Orchid Sylvester is a multidisciplinary artist and designer navigating the intersections of analog, digital, and virtual spaces. While her practice investigates the forensics of memory, Sylvester's interest in design stems from her sensitivities to art as praxis. She believes design is a medium of empathy, and to be a designer means to address needs unrecognized by the general consciousness. Sylvester's explorations in fabrication and time-consciousness not only analogizes publisher and press to zeitgeist and propaganda, but renders the mimetics of her work as legitimized entities.
"Virtuality is a recognition of converted states. Dreaming is virtual reality; so is play. Authorship is the virtuality of divinity. Engaging with virtuality requires grappling systems and processes, such as ethnographic encryptions, ejection, and agency towards personhood. The transcience of virtuality renders design and story as extensions of contextualized humanity." Archive as evidence through the reader as testimony and mechanization as limb straddles Sylvester's work in dichonomies of analog/digital states and virtuality. Through the realization of body as both translation and machine to the referential nature of sequential art as visual narrative, Sylvester's practice exemplifies the spectrum of virtuality as the forensics of memory.
"There is an aspect of the metropolis/urban that is unfairly degraded as corporate and congested in contrast to the individualistic Americana of suburbia. I notice a similar parallel to fine arts in contrast to design as craft and industrial arts. I navigate ekistics as metaphor for my engagement with format in my artistic work. My celebration of metropolis/city is industrious and referential; it is an amalgamation of diaspora, of a longing for home in all forms, and of the people and movements who are, were, and will be. It is important for me to consider the cultural, social, and vocational relationships artists have to their communities because art is a catalyst for change. Design and craft are echoes of cities as they are curated for everyone; craft does so materially, while design does so contextually. In the way artists of various fields informed my engagements with the people around me, fortifying my ability to critically research, communicate, and be an advocate for equity, I believe in accessible knowledge through art, design, craft, and social practice."
// For an exhaustive list of artistic experiences and affiliations, go to CV.
Born from a Caribbean diaspora, Orchid Sylvester began life in a multifaceted climate. Conscious of the cultural and material visages from her childhood shifting with economic and environmental changes, Sylvester developed an interest in art as a form of storytelling. Her interest in sequential art and systems contextualizes the rhizomatc nature of her work. Such a basis was the foundation that enabled her to earn a BFA at The Cooper Union, where she took courses in Industrial Design, Graphic Design, Audiovisual, and New Media. She not only earned the Full Tuition Merit Scholarship and Service to the School of Art Award, but is a recipient of the Rhoda Lubalin Fellowship.
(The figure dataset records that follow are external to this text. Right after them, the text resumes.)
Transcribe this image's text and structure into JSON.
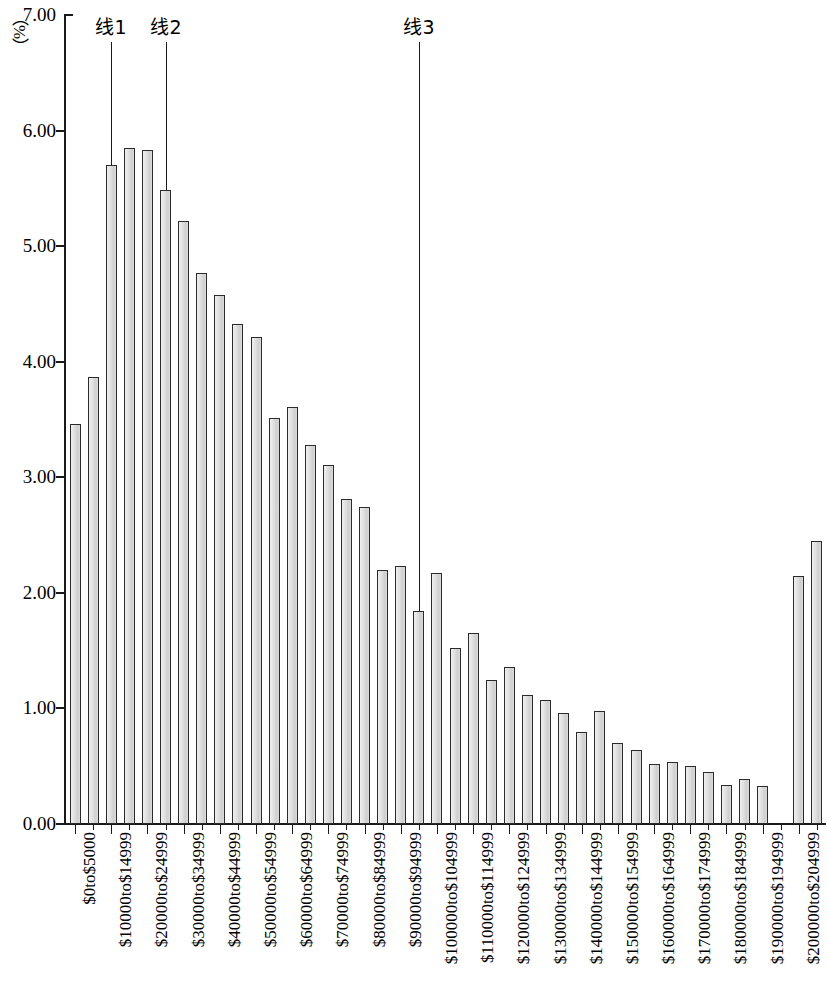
{
  "chart_data": {
    "type": "bar",
    "title": "",
    "subtitle": "",
    "xlabel": "",
    "ylabel": "（%）",
    "ylim": [
      0,
      7
    ],
    "ytick_labels": [
      "0.00",
      "1.00",
      "2.00",
      "3.00",
      "4.00",
      "5.00",
      "6.00",
      "7.00"
    ],
    "ytick_values": [
      0,
      1,
      2,
      3,
      4,
      5,
      6,
      7
    ],
    "grid": false,
    "legend": "none",
    "label_every_n_categories": 2,
    "categories": [
      "$0to$5000",
      "$5000to$9999",
      "$10000to$14999",
      "$15000to$19999",
      "$20000to$24999",
      "$25000to$29999",
      "$30000to$34999",
      "$35000to$39999",
      "$40000to$44999",
      "$45000to$49999",
      "$50000to$54999",
      "$55000to$59999",
      "$60000to$64999",
      "$65000to$69999",
      "$70000to$74999",
      "$75000to$79999",
      "$80000to$84999",
      "$85000to$89999",
      "$90000to$94999",
      "$95000to$99999",
      "$100000to$104999",
      "$105000to$109999",
      "$110000to$114999",
      "$115000to$119999",
      "$120000to$124999",
      "$125000to$129999",
      "$130000to$134999",
      "$135000to$139999",
      "$140000to$144999",
      "$145000to$149999",
      "$150000to$154999",
      "$155000to$159999",
      "$160000to$164999",
      "$165000to$169999",
      "$170000to$174999",
      "$175000to$179999",
      "$180000to$184999",
      "$185000to$189999",
      "$190000to$194999",
      "$195000to$199999",
      "$200000to$204999",
      "$205000andover"
    ],
    "displayed_tick_labels": [
      "$0to$5000",
      "$10000to$14999",
      "$20000to$24999",
      "$30000to$34999",
      "$40000to$44999",
      "$50000to$54999",
      "$60000to$64999",
      "$70000to$74999",
      "$80000to$84999",
      "$90000to$94999",
      "$100000to$104999",
      "$110000to$114999",
      "$120000to$124999",
      "$130000to$134999",
      "$140000to$144999",
      "$150000to$154999",
      "$160000to$164999",
      "$170000to$174999",
      "$180000to$184999",
      "$190000to$194999",
      "$200000to$204999"
    ],
    "values": [
      3.46,
      3.87,
      5.7,
      5.85,
      5.83,
      5.49,
      5.22,
      4.77,
      4.58,
      4.33,
      4.21,
      3.51,
      3.61,
      3.28,
      3.11,
      2.81,
      2.74,
      2.2,
      2.23,
      1.84,
      2.17,
      1.52,
      1.65,
      1.25,
      1.36,
      1.12,
      1.07,
      0.96,
      0.8,
      0.98,
      0.7,
      0.64,
      0.52,
      0.54,
      0.5,
      0.45,
      0.34,
      0.39,
      0.33,
      0.0,
      2.15,
      2.45
    ],
    "annotations": [
      {
        "label": "线1",
        "category_index": 2,
        "value_at_line_end": 5.7
      },
      {
        "label": "线2",
        "category_index": 5,
        "value_at_line_end": 5.49
      },
      {
        "label": "线3",
        "category_index": 19,
        "value_at_line_end": 1.84
      }
    ],
    "colors": {
      "bar_fill": "#dcdcdc",
      "bar_stroke": "#2b2b2b",
      "axis": "#1a1a1a",
      "text": "#000000",
      "annotation_line": "#1a1a1a"
    }
  }
}
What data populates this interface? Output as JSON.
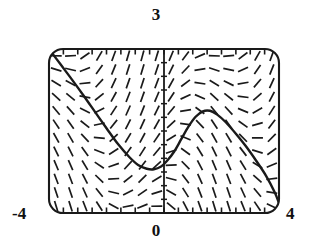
{
  "figure": {
    "kind": "slope-field-with-solution-curve",
    "background_color": "#ffffff",
    "ink_color": "#1a1a1a"
  },
  "labels": {
    "top": "3",
    "bottom": "0",
    "left": "-4",
    "right": "4"
  },
  "chart_data": {
    "type": "scatter",
    "title": "",
    "subtitle": "",
    "xlabel": "",
    "ylabel": "",
    "xlim": [
      -4,
      4
    ],
    "ylim": [
      0,
      3
    ],
    "grid": false,
    "legend": null,
    "frame": {
      "style": "rounded-rectangle",
      "corner_radius_px": 14,
      "left_px": 49,
      "top_px": 49,
      "right_px": 279,
      "bottom_px": 213
    },
    "axes": {
      "x_axis": {
        "drawn_as": "bottom-frame-edge",
        "tick_count": 17,
        "tick_labels": [
          "-4",
          "",
          "",
          "",
          "",
          "",
          "",
          "",
          "0",
          "",
          "",
          "",
          "",
          "",
          "",
          "",
          "4"
        ],
        "tick_values": [
          -4,
          -3.5,
          -3,
          -2.5,
          -2,
          -1.5,
          -1,
          -0.5,
          0,
          0.5,
          1,
          1.5,
          2,
          2.5,
          3,
          3.5,
          4
        ]
      },
      "y_axis": {
        "drawn_as": "vertical-line-at-x-0",
        "tick_count": 13,
        "tick_labels": [
          "0",
          "",
          "",
          "",
          "",
          "",
          "",
          "",
          "",
          "",
          "",
          "",
          "3"
        ],
        "tick_values": [
          0,
          0.25,
          0.5,
          0.75,
          1,
          1.25,
          1.5,
          1.75,
          2,
          2.25,
          2.5,
          2.75,
          3
        ]
      }
    },
    "slope_field": {
      "description": "short line segments showing dy/dx at a grid of sample points",
      "columns": 16,
      "rows": 12,
      "x_samples": [
        -3.75,
        -3.25,
        -2.75,
        -2.25,
        -1.75,
        -1.25,
        -0.75,
        -0.25,
        0.25,
        0.75,
        1.25,
        1.75,
        2.25,
        2.75,
        3.25,
        3.75
      ],
      "y_samples": [
        0.125,
        0.375,
        0.625,
        0.875,
        1.125,
        1.375,
        1.625,
        1.875,
        2.125,
        2.375,
        2.625,
        2.875
      ],
      "segment_length_px": 11,
      "slope_formula_note": "slopes negative-left of the curve trough, positive rising toward the right hump"
    },
    "solution_curve": {
      "description": "one solution trajectory threaded through the slope field",
      "points_xy": [
        [
          -4.0,
          3.0
        ],
        [
          -3.6,
          2.72
        ],
        [
          -3.2,
          2.44
        ],
        [
          -2.8,
          2.15
        ],
        [
          -2.4,
          1.85
        ],
        [
          -2.0,
          1.55
        ],
        [
          -1.6,
          1.26
        ],
        [
          -1.2,
          1.02
        ],
        [
          -0.9,
          0.88
        ],
        [
          -0.6,
          0.81
        ],
        [
          -0.35,
          0.8
        ],
        [
          -0.1,
          0.85
        ],
        [
          0.1,
          0.95
        ],
        [
          0.35,
          1.12
        ],
        [
          0.6,
          1.35
        ],
        [
          0.85,
          1.58
        ],
        [
          1.1,
          1.76
        ],
        [
          1.35,
          1.86
        ],
        [
          1.6,
          1.87
        ],
        [
          1.85,
          1.8
        ],
        [
          2.15,
          1.66
        ],
        [
          2.5,
          1.45
        ],
        [
          2.85,
          1.22
        ],
        [
          3.2,
          0.96
        ],
        [
          3.55,
          0.68
        ],
        [
          3.85,
          0.38
        ],
        [
          4.0,
          0.18
        ]
      ],
      "local_minimum_xy": [
        -0.38,
        0.8
      ],
      "local_maximum_xy": [
        1.55,
        1.87
      ],
      "y_intercept": 0.93
    }
  }
}
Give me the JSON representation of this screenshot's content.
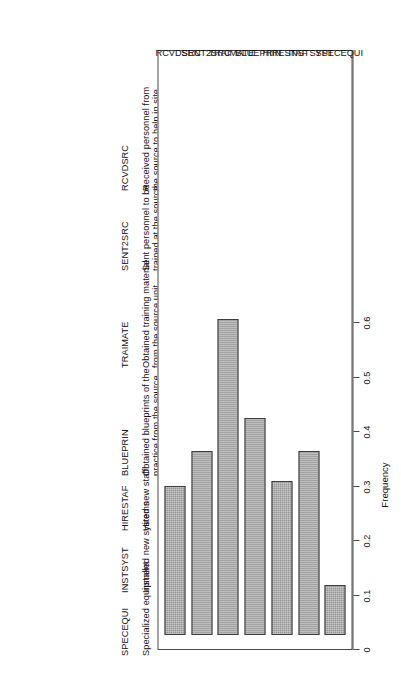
{
  "figure": {
    "orientation": "rotated-90",
    "bar_fill_color": "#949494",
    "bar_border_color": "#3d3d3d",
    "axis_color": "#4a4a4a"
  },
  "chart_data": {
    "type": "bar",
    "title": "",
    "xlabel": "",
    "ylabel": "Frequency",
    "ylim": [
      0,
      0.6
    ],
    "grid": false,
    "legend_position": "top",
    "categories": [
      "SPECEQUI",
      "INSTSYST",
      "HIRESTAF",
      "BLUEPRIN",
      "TRAIMATE",
      "SENT2SRC",
      "RCVDSRC"
    ],
    "values": [
      0.09,
      0.335,
      0.28,
      0.395,
      0.575,
      0.335,
      0.27
    ],
    "tick_labels": [
      "0",
      "0.1",
      "0.2",
      "0.3",
      "0.4",
      "0.5",
      "0.6"
    ],
    "tick_values": [
      0,
      0.1,
      0.2,
      0.3,
      0.4,
      0.5,
      0.6
    ],
    "series": [
      {
        "name": "Frequency",
        "points": [
          {
            "category": "SPECEQUI",
            "value": 0.09
          },
          {
            "category": "INSTSYST",
            "value": 0.335
          },
          {
            "category": "HIRESTAF",
            "value": 0.28
          },
          {
            "category": "BLUEPRIN",
            "value": 0.395
          },
          {
            "category": "TRAIMATE",
            "value": 0.575
          },
          {
            "category": "SENT2SRC",
            "value": 0.335
          },
          {
            "category": "RCVDSRC",
            "value": 0.27
          }
        ]
      }
    ]
  },
  "legend": {
    "entries": [
      {
        "code": "SPECEQUI",
        "desc": "Specialized equipment"
      },
      {
        "code": "INSTSYST",
        "desc": "Installed new systems"
      },
      {
        "code": "HIRESTAF",
        "desc": "Hired new staff"
      },
      {
        "code": "BLUEPRIN",
        "desc": "Obtained blueprints of the\npractice from the source\nunit"
      },
      {
        "code": "TRAIMATE",
        "desc": "Obtained training material\nfrom the source unit"
      },
      {
        "code": "SENT2SRC",
        "desc": "Sent personnel to be\ntrained at the source"
      },
      {
        "code": "RCVDSRC",
        "desc": "Received personnel from\nthe source to help in site"
      }
    ]
  }
}
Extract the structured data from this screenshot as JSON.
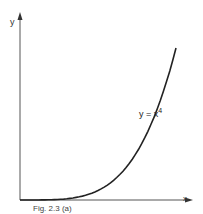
{
  "chart_data": {
    "type": "line",
    "title": "",
    "xlabel": "x",
    "ylabel": "y",
    "grid": false,
    "legend": null,
    "annotations": [
      {
        "text": "y = x^4",
        "position": "right of curve, mid-height"
      }
    ],
    "series": [
      {
        "name": "y = x^4",
        "x": [
          0,
          0.1,
          0.2,
          0.3,
          0.4,
          0.5,
          0.6,
          0.7,
          0.8,
          0.9,
          1.0
        ],
        "y": [
          0,
          0.0001,
          0.0016,
          0.0081,
          0.0256,
          0.0625,
          0.1296,
          0.2401,
          0.4096,
          0.6561,
          1.0
        ]
      }
    ],
    "xlim": [
      0,
      1.25
    ],
    "ylim": [
      0,
      1.15
    ]
  },
  "labels": {
    "y_axis": "y",
    "x_axis": "x",
    "equation_base": "y = x",
    "equation_exp": "4",
    "caption": "Fig. 2.3 (a)"
  }
}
Galvanized by the media surrounding the US invasion of Grenada, her proposal, Utopia, tenderly reclaims and satirizes the fetishistic nature of tourism through the authentication of transient ephemera. Cooper Union is where she became acclimated with design and desired to explore its many disciplines in the form of fabrication and craft, but she has not abandoned her interest in fine arts and illustration. Sylvester became a double Gold Medalist in the National NAACP Act-SO Competition in the categories of drawing and painting, exhibited her work in the United States Capitol through the Congressional Art Competition, and was mentored under the guidance of Newark Print Shop printmaker in residence Angela Pilgrim all before graduating Arts High School in Newark, NJ. Now having completed a chapter in her post-secondary education, Sylvester is using a well needed respite to enrich her artistic engagements and to dedicate time towards projects, such as her comic Atlas' Odyssey.
Besides giving time for personal projects, Orchid enjoys martial arts films, learning new things, and acquiring trinkets. Her favorite musicians are Massive Attack, Depeche Mode, and Gojira. She likes being indoors and outdoors, as she has a dream of having her own garden someday.